(Stored data)
Start of Block

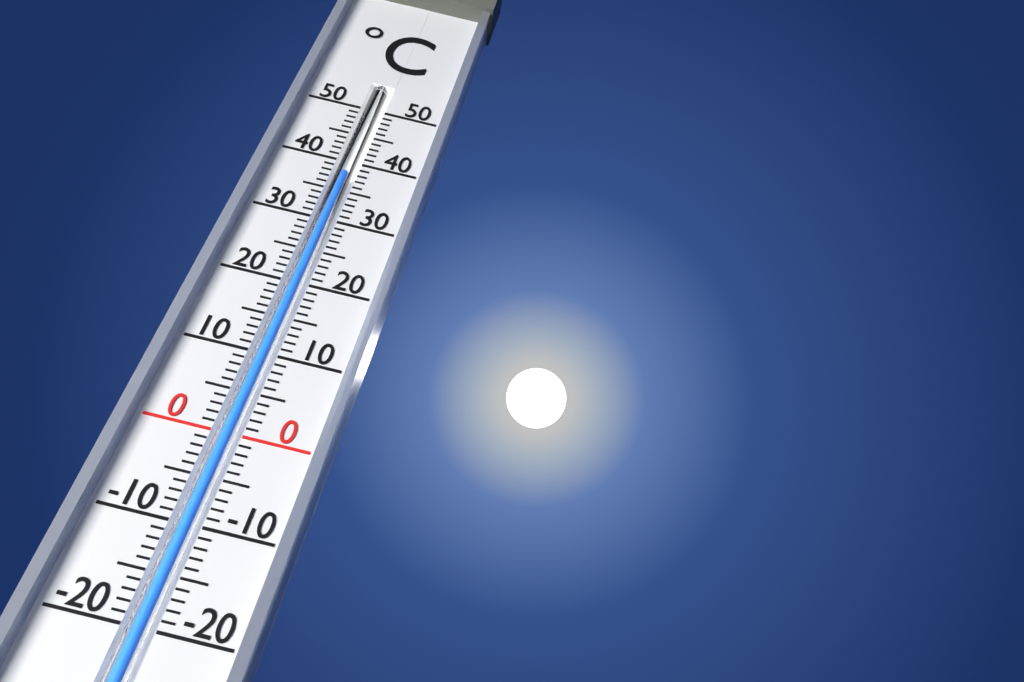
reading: 38 °C
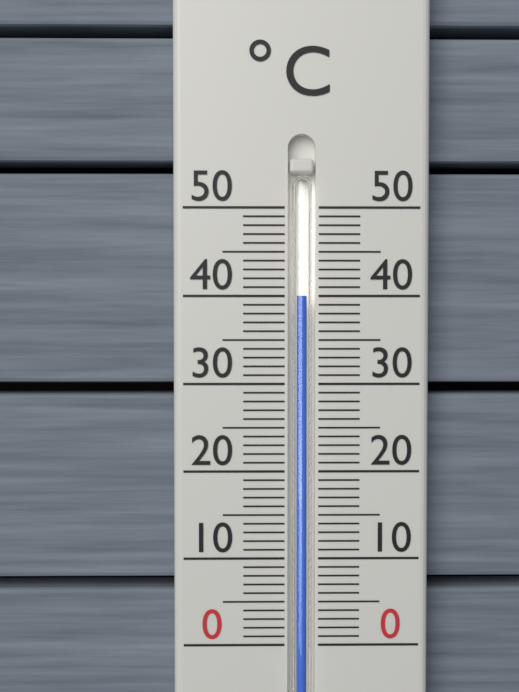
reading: 40 °C
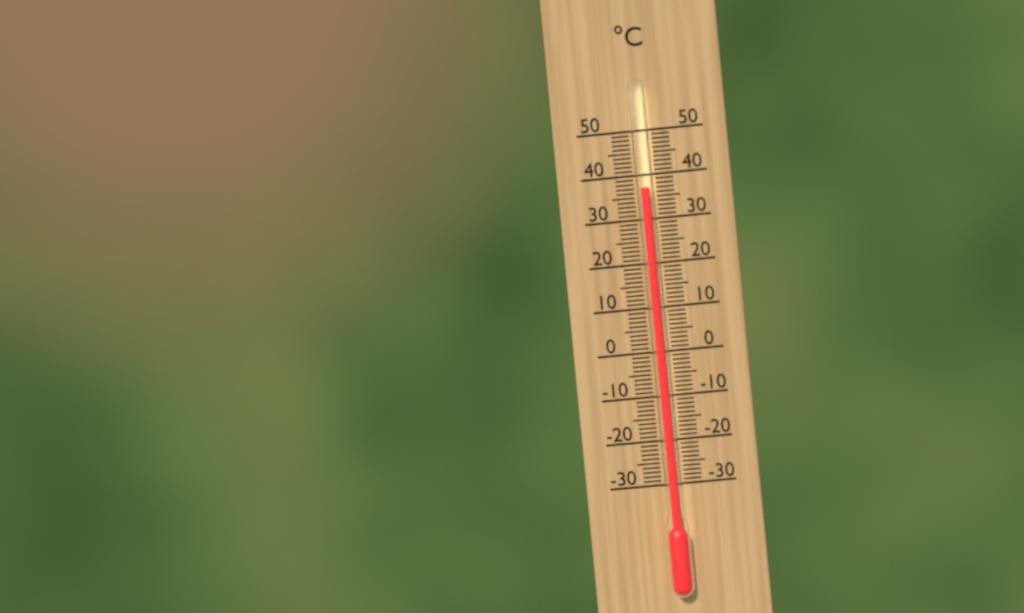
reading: 37 °C
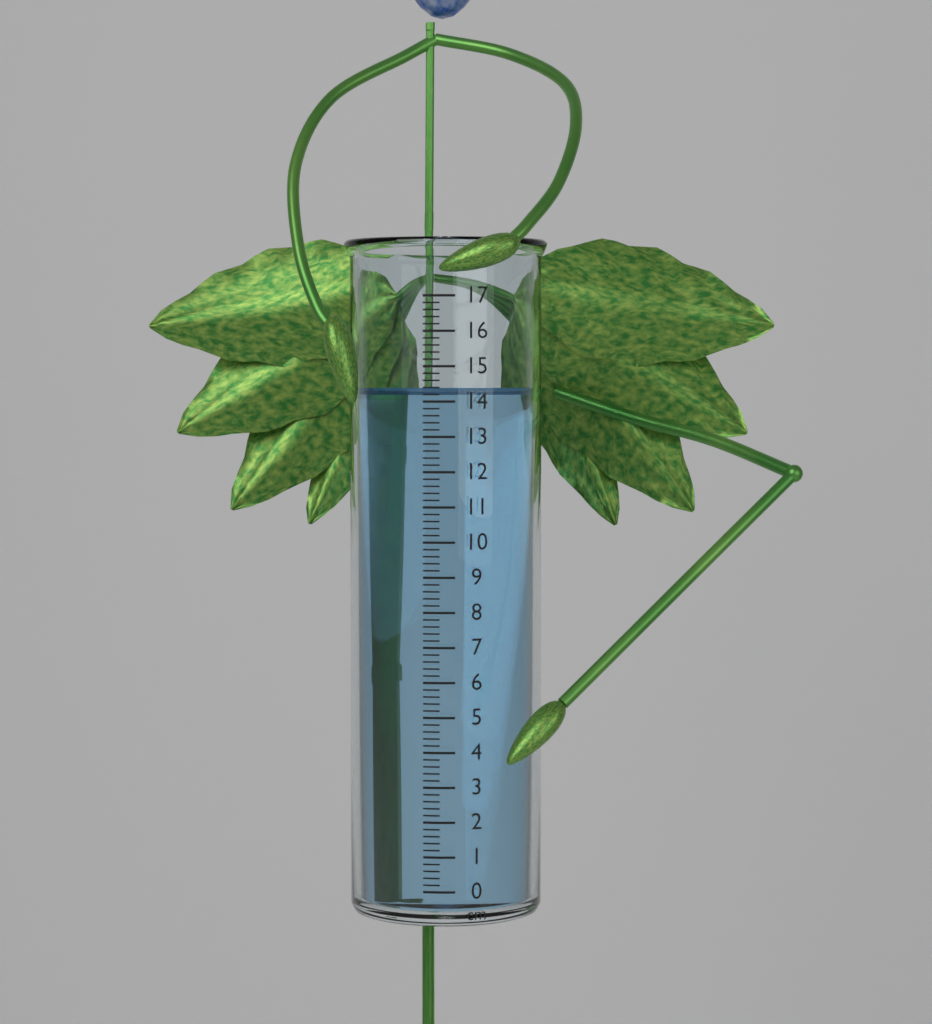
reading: 14.4 cm
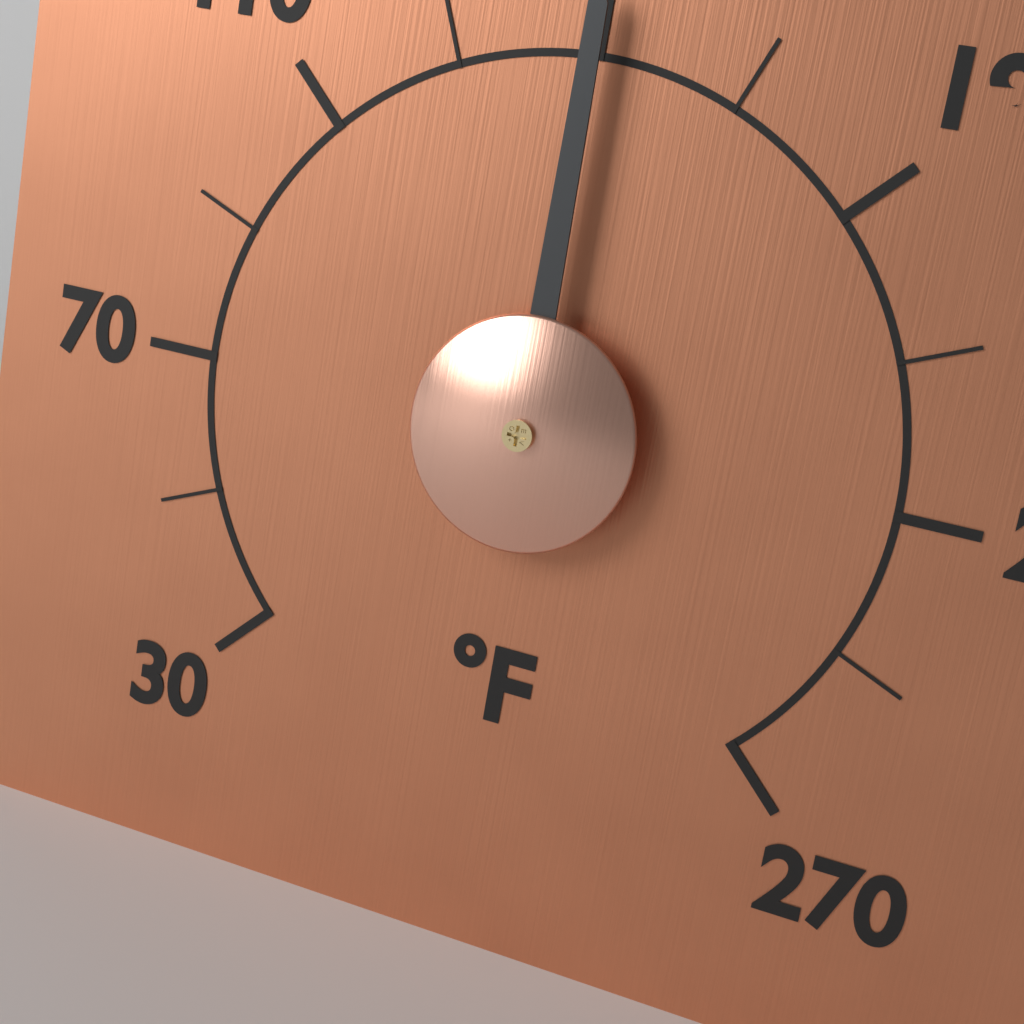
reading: 150 °F
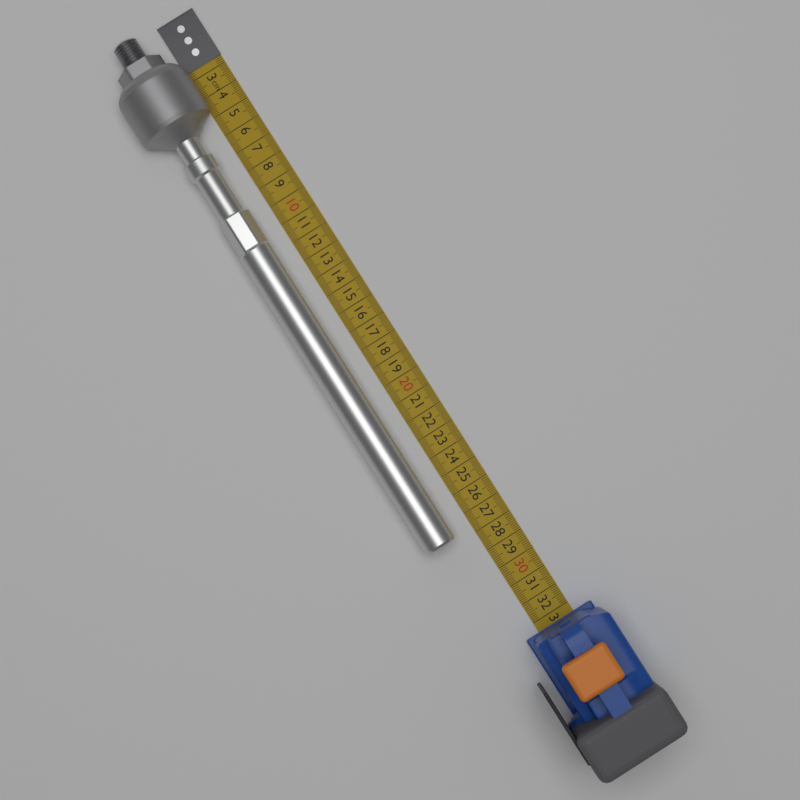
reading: 27.7 cm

End of Block

What to do |
Pictures aside, retype the entries above exactly as they are.

Solution for this task |
reading: 38 °C
reading: 40 °C
reading: 37 °C
reading: 14.4 cm
reading: 150 °F
reading: 27.7 cm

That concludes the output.